I have a Redshift table called metadata
with the following columns:
id | key | value |
---|---|---|
1001 | code1 | my value |
1001 | code2 | another |
1001 | code3 | yet another |
1002 | code1 | new one |
1002 | code2 | here |
1002 | code3 | last |
1003 | code1 | hello |
1003 | code2 | goodbye |
1004 | code2 | now |
1004 | code3 | then |
I’d like to have a query that return it as:
id | code1 | code2 | code3 |
---|---|---|---|
1001 | my value | another | yet another |
1002 | new one | here | last |
1003 | hello | goodbye | |
1004 | now | then |
Note that not all ID’s will have all 3 codes. Some will have 1 or 2 of them, others all 3, and others still, none.
Advertisement
Answer
You can use conditional aggregation. Assuming you know the columns you want in the result set, you can use:
select id, max(case when key = 'code1' then value end) as code1, max(case when key = 'code2' then value end) as code2, max(case when key = 'code3' then value end) as code3 from t group by id;
If you don’t know the specific values and need to read them from the data . . . that is trickier. As far as I know, Redshift doesn’t support dynamic SQL. So, you would need to query the database for the different key
values and construct a query as a string using your favorite language. You can then execute that query.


→ WHAT IS NEEDED
An exact copy of all the lines below is required, with every image left out.

→ RECORDS FOR THIS EXERCISE
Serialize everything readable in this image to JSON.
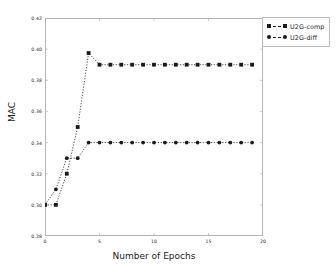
{
  "chart_data": {
    "type": "line",
    "title": "",
    "xlabel": "Number of Epochs",
    "ylabel": "MAC",
    "xlim": [
      0,
      20
    ],
    "ylim": [
      0.28,
      0.42
    ],
    "xticks": [
      0,
      5,
      10,
      15,
      20
    ],
    "xtick_labels": [
      "0",
      "5",
      "10",
      "15",
      "20"
    ],
    "yticks": [
      0.28,
      0.3,
      0.32,
      0.34,
      0.36,
      0.38,
      0.4,
      0.42
    ],
    "ytick_labels": [
      "0.28",
      "0.30",
      "0.32",
      "0.34",
      "0.36",
      "0.38",
      "0.40",
      "0.42"
    ],
    "grid": false,
    "legend_position": "upper right outside",
    "x": [
      0,
      1,
      2,
      3,
      4,
      5,
      6,
      7,
      8,
      9,
      10,
      11,
      12,
      13,
      14,
      15,
      16,
      17,
      18,
      19
    ],
    "series": [
      {
        "name": "U2G-comp",
        "marker": "square",
        "linestyle": "dashed",
        "color": "#1a1a1a",
        "values": [
          0.3,
          0.3,
          0.32,
          0.35,
          0.3975,
          0.39,
          0.39,
          0.39,
          0.39,
          0.39,
          0.39,
          0.39,
          0.39,
          0.39,
          0.39,
          0.39,
          0.39,
          0.39,
          0.39,
          0.39
        ]
      },
      {
        "name": "U2G-diff",
        "marker": "circle",
        "linestyle": "dashed",
        "color": "#1a1a1a",
        "values": [
          0.3,
          0.31,
          0.33,
          0.33,
          0.34,
          0.34,
          0.34,
          0.34,
          0.34,
          0.34,
          0.34,
          0.34,
          0.34,
          0.34,
          0.34,
          0.34,
          0.34,
          0.34,
          0.34,
          0.34
        ]
      }
    ]
  },
  "legend": {
    "entries": [
      {
        "label": "U2G-comp"
      },
      {
        "label": "U2G-diff"
      }
    ]
  }
}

→ RESPONSE TO THE TASK
Serialize everything readable in this image to JSON.
{
  "chart_data": {
    "type": "line",
    "title": "",
    "xlabel": "Number of Epochs",
    "ylabel": "MAC",
    "xlim": [
      0,
      20
    ],
    "ylim": [
      0.28,
      0.42
    ],
    "xticks": [
      0,
      5,
      10,
      15,
      20
    ],
    "xtick_labels": [
      "0",
      "5",
      "10",
      "15",
      "20"
    ],
    "yticks": [
      0.28,
      0.3,
      0.32,
      0.34,
      0.36,
      0.38,
      0.4,
      0.42
    ],
    "ytick_labels": [
      "0.28",
      "0.30",
      "0.32",
      "0.34",
      "0.36",
      "0.38",
      "0.40",
      "0.42"
    ],
    "grid": false,
    "legend_position": "upper right outside",
    "x": [
      0,
      1,
      2,
      3,
      4,
      5,
      6,
      7,
      8,
      9,
      10,
      11,
      12,
      13,
      14,
      15,
      16,
      17,
      18,
      19
    ],
    "series": [
      {
        "name": "U2G-comp",
        "marker": "square",
        "linestyle": "dashed",
        "color": "#1a1a1a",
        "values": [
          0.3,
          0.3,
          0.32,
          0.35,
          0.3975,
          0.39,
          0.39,
          0.39,
          0.39,
          0.39,
          0.39,
          0.39,
          0.39,
          0.39,
          0.39,
          0.39,
          0.39,
          0.39,
          0.39,
          0.39
        ]
      },
      {
        "name": "U2G-diff",
        "marker": "circle",
        "linestyle": "dashed",
        "color": "#1a1a1a",
        "values": [
          0.3,
          0.31,
          0.33,
          0.33,
          0.34,
          0.34,
          0.34,
          0.34,
          0.34,
          0.34,
          0.34,
          0.34,
          0.34,
          0.34,
          0.34,
          0.34,
          0.34,
          0.34,
          0.34,
          0.34
        ]
      }
    ]
  },
  "legend": {
    "entries": [
      {
        "label": "U2G-comp"
      },
      {
        "label": "U2G-diff"
      }
    ]
  }
}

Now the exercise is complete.